Travelling from New Zealand to the USA via countries that include China, Finland, the UK and Canada, Jules Pretty crosses deserts, mountains, steppes, marshes and farmland in order to discover life and change in twelve different environments and cultures across the globe. Immersing himself in the lives of the communities he meets, he discovers people proud of their relationships with the land and sea and only willing to join the modern world on their own terms.
Jules Pretty is Professor of Environment and Society at the University of Essex. Jules is a Fellow of the Society of Biology and the Royal Society of Arts, former Deputy-Chair of the government’s Advisory Committee on Releases to the Environment (ACRE), and has served on advisory committees for a number of government departments and the Royal Society. He received an OBE from the UK government in 2006 for services to sustainable agriculture.
R M Cartmel Wine and Crime: The Richebourg Affair Friday 27th March, 7.30pm The Queen Victoria Hall, Oundle Tickets £10
R M Cartmel talks about his new crime novel and discusses the wines of Burgundy with Philip Amps from Amps Fine Wines of Oundle. After a long and successful career as a GP in Peterborough, R M Cartmel decided to dedicate himself to his other passion of writing. The Richebourg Affair is the fi rst part of a trilogy and is Cartmel’s debut novel. It combines two of his lifelong loves: writing and traveling throughout France’s exquisite Burgundy region. Commandant Charlemagne Truchaud of the Paris police is used to dealing with villainy and violence in the French capital. But when he is summoned home to Burgundy on the death of his brother, Truchaud faces the hard realization that crime isn’t limited to the big city. There is something sinister simmering under the serene surface of the quaint and quiet village of Nuits-Saint Georges. Beneath this magnifi cent setting lurks an unseemly underbelly of theft, fraud, deceit… and cold-blooded murder. Come and hear about this tantalizing tale that unfolds in the vineyards of Burgundy, sample some wines and savour the conversation, you’ll fi nd that The Richebourg Affair is as marvellous as the wine!

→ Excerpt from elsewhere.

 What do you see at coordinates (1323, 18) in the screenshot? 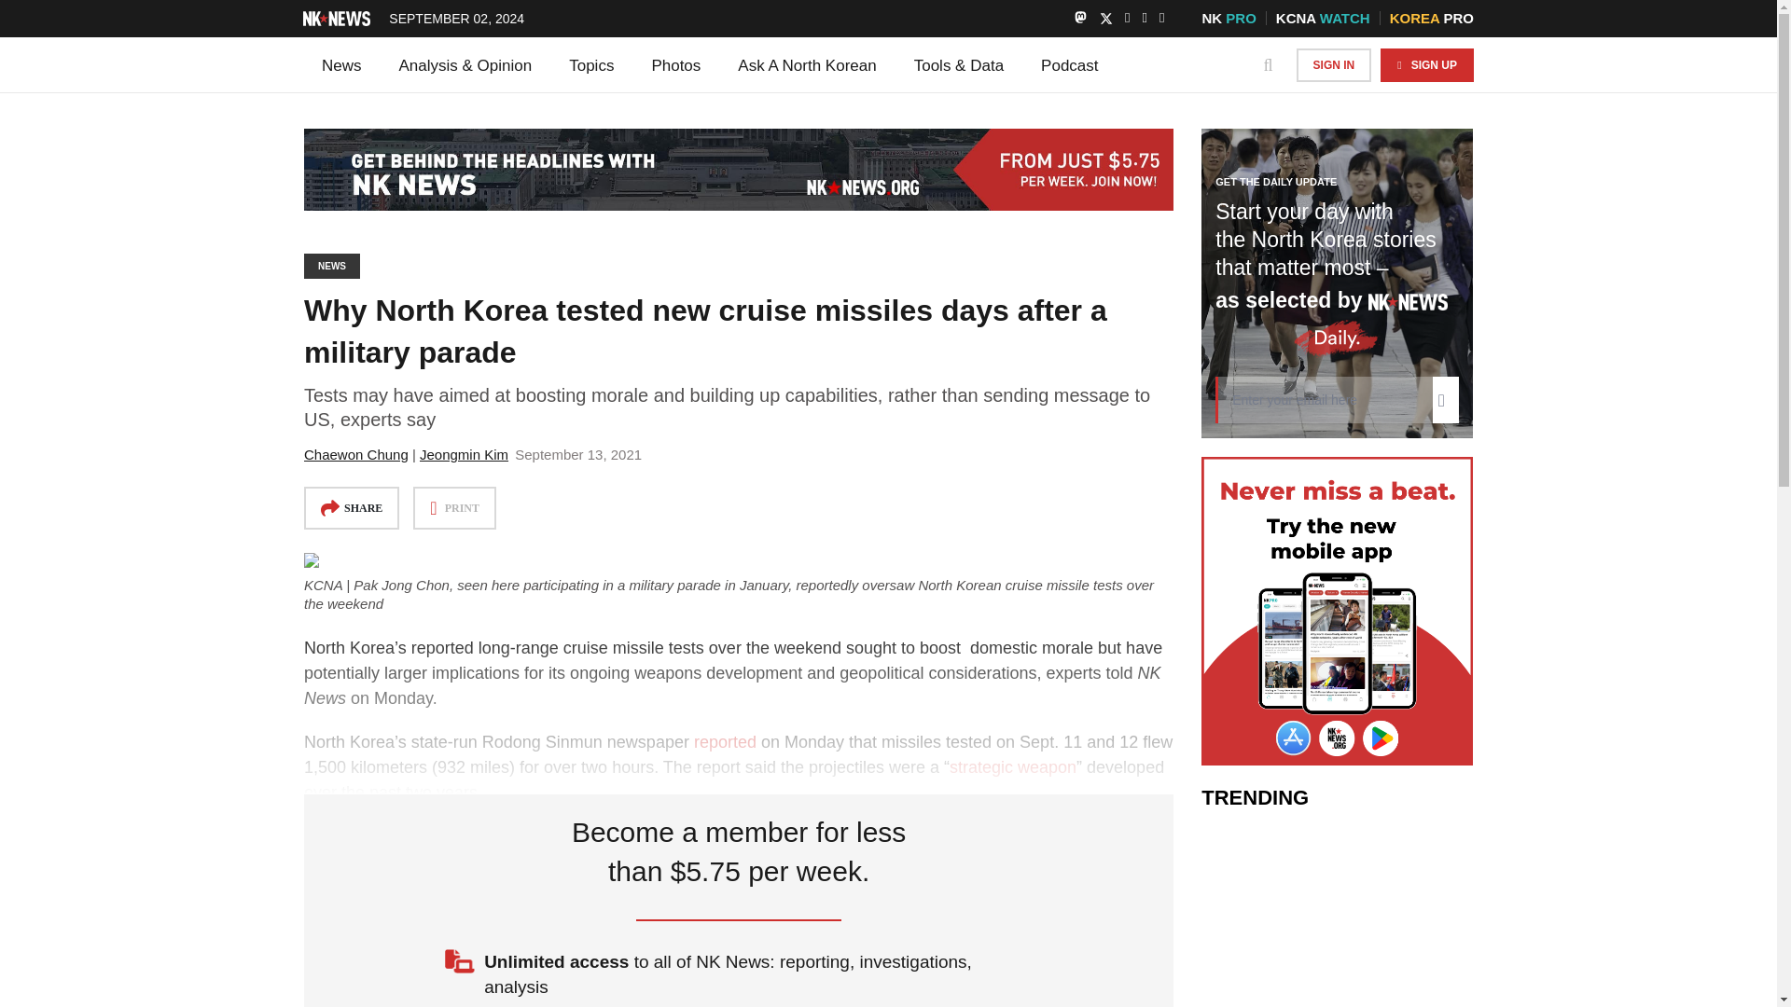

Stephen Bates The Poisoner – The Life and Crimes of Victorian England’s Most Notorious Doctor Friday 24th April, 7.45-8.45pm St Peter’s Church, Oundle, PE8 4AL Tickets £7 (£5)
In 1856, a baying crowd of over 30,000 people gathered outside Stafford prison to watch the execution of a village doctor from Staffordshire, Dr William Palmer. The fi rst thoroughly documented account of one of the most notorious, but now largely-forgotten, modern serial killers and prolifi c medical murderers in British history. The Poisoner takes a fresh look at Palmer’s life and disputed crimes, ultimately asking ‘just how evil was this man?’
With original research, including previously undiscovered letters, confi dential legal documents from the case, and new forensic examination of the victims, Stephen Bates presents not only an astonishing and controversial revision of Palmer’s entire story, but takes the reader into the very psyche of a killer. The Poisoner is more than a true crime story and a biography; it is a great Gothic Victorian melodrama. Stephen Bates is a journalist whose career includes the BBC, Daily Telegraph, and Daily Mail. He worked at The Guardian for 22 years, reporting from more than 40 countries. He is the author of God's Own Country: Religion and Politics in the USA and A Church at War: Anglicans and Homosexuality.
Tickets to all the above event are available from the Oundle Box Offi ce, 4 New Street, Oundle. Open hours: 10am to 1pm, Monday to Friday. Tel 01832 274734, online at www.oundlefestival.org.uk
Any queries call Helen on 07743 988 181 or email This email address is being protected from spambots. You need JavaScript enabled to view it.